WASHINGTON, April 9: The United States Immigration and Naturalization Service (INS) has begun implementing rule changes governing an alien’s ability to undertake a course of study and proposing significant changes to the rules applying to the period of time visitors are permitted to remain in the US.
Instead of six-month visit visas routinely given before Sept 11, visitors will be allowed to stay here only for one month or will have to convince the visa-issuing authorities that their visit necessitates a longer stay.
Foreign nationals who wish to study here will have to obtain student visas before starting classes unlike the previous practice when they could enrol in schools and universities while holding tourist or business visas and then apply for a change to student status.
The change, it is claimed, ensures that those aliens seeking to remain in the United States in student status will have received the appropriate security checks before beginning a course of study.

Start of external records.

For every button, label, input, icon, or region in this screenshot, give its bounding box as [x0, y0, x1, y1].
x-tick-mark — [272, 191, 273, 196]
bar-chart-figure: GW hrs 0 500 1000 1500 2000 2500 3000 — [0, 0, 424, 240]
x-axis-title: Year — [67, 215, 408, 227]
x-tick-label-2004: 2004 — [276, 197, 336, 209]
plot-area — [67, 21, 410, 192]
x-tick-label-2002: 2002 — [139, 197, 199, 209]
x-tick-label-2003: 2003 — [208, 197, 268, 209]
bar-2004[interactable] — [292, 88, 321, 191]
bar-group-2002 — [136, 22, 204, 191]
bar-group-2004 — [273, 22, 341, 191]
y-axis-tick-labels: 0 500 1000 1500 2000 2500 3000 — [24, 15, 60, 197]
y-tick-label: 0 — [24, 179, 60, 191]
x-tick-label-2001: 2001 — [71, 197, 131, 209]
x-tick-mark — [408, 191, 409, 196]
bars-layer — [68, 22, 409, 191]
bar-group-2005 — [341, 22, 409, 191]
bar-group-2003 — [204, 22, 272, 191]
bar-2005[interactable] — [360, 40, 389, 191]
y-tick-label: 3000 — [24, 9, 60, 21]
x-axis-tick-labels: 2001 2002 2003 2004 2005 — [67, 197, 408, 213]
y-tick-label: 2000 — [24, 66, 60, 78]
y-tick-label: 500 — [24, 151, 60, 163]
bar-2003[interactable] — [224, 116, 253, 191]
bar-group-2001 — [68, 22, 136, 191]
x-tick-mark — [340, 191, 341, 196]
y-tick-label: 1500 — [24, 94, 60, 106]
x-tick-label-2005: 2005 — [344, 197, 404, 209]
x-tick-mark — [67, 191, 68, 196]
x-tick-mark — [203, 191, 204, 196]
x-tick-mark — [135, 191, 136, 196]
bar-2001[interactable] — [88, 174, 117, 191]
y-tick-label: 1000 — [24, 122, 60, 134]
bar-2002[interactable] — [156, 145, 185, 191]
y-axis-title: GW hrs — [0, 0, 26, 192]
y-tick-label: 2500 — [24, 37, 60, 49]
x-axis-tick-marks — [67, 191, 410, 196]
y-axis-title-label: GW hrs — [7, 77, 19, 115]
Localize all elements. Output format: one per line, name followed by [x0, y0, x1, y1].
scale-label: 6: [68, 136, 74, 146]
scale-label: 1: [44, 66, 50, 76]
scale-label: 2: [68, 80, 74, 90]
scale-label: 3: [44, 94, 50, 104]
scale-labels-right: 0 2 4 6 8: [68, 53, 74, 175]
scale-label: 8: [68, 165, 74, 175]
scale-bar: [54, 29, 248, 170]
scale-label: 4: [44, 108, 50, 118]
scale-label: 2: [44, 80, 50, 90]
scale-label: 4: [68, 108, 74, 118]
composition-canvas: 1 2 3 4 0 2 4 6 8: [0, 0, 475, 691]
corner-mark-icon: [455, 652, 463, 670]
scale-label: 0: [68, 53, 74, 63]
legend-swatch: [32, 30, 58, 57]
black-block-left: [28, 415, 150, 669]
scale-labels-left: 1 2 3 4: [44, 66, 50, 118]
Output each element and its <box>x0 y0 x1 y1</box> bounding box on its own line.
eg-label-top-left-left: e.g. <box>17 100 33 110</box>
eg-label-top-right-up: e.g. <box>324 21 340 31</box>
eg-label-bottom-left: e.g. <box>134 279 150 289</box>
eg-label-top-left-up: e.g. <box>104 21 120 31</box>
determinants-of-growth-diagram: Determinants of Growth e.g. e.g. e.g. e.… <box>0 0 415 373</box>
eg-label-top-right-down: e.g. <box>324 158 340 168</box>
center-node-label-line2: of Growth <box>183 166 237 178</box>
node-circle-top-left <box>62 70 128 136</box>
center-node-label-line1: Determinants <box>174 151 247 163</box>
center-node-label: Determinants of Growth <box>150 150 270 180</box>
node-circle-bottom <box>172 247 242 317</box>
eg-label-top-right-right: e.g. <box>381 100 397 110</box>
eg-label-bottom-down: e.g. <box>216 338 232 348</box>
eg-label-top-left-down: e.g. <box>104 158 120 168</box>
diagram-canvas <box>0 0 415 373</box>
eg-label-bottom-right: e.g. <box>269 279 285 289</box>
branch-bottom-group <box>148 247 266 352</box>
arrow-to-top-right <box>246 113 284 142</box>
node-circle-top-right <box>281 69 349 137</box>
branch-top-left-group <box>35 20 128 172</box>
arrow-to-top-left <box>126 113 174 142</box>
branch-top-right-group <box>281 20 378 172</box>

Foreigners ordered to be deported must surrender to authorities 30 days after the deportation order. Aliens disregarding this will be prohibited from acquiring future immigration benefits. Many Pakistanis were ordered to de deported after 1985, and some may still be missing. Following Sept 11, about 300 Pakistani citizens were rounded up, and of these all but 30 or 40 have either been deported or have left voluntarily.
The changes, reported previously in Dawn, were formally announced by the INS on Monday. These are the most far-reaching made in visa rules in decades, and they do not need Congressional approval for implementation.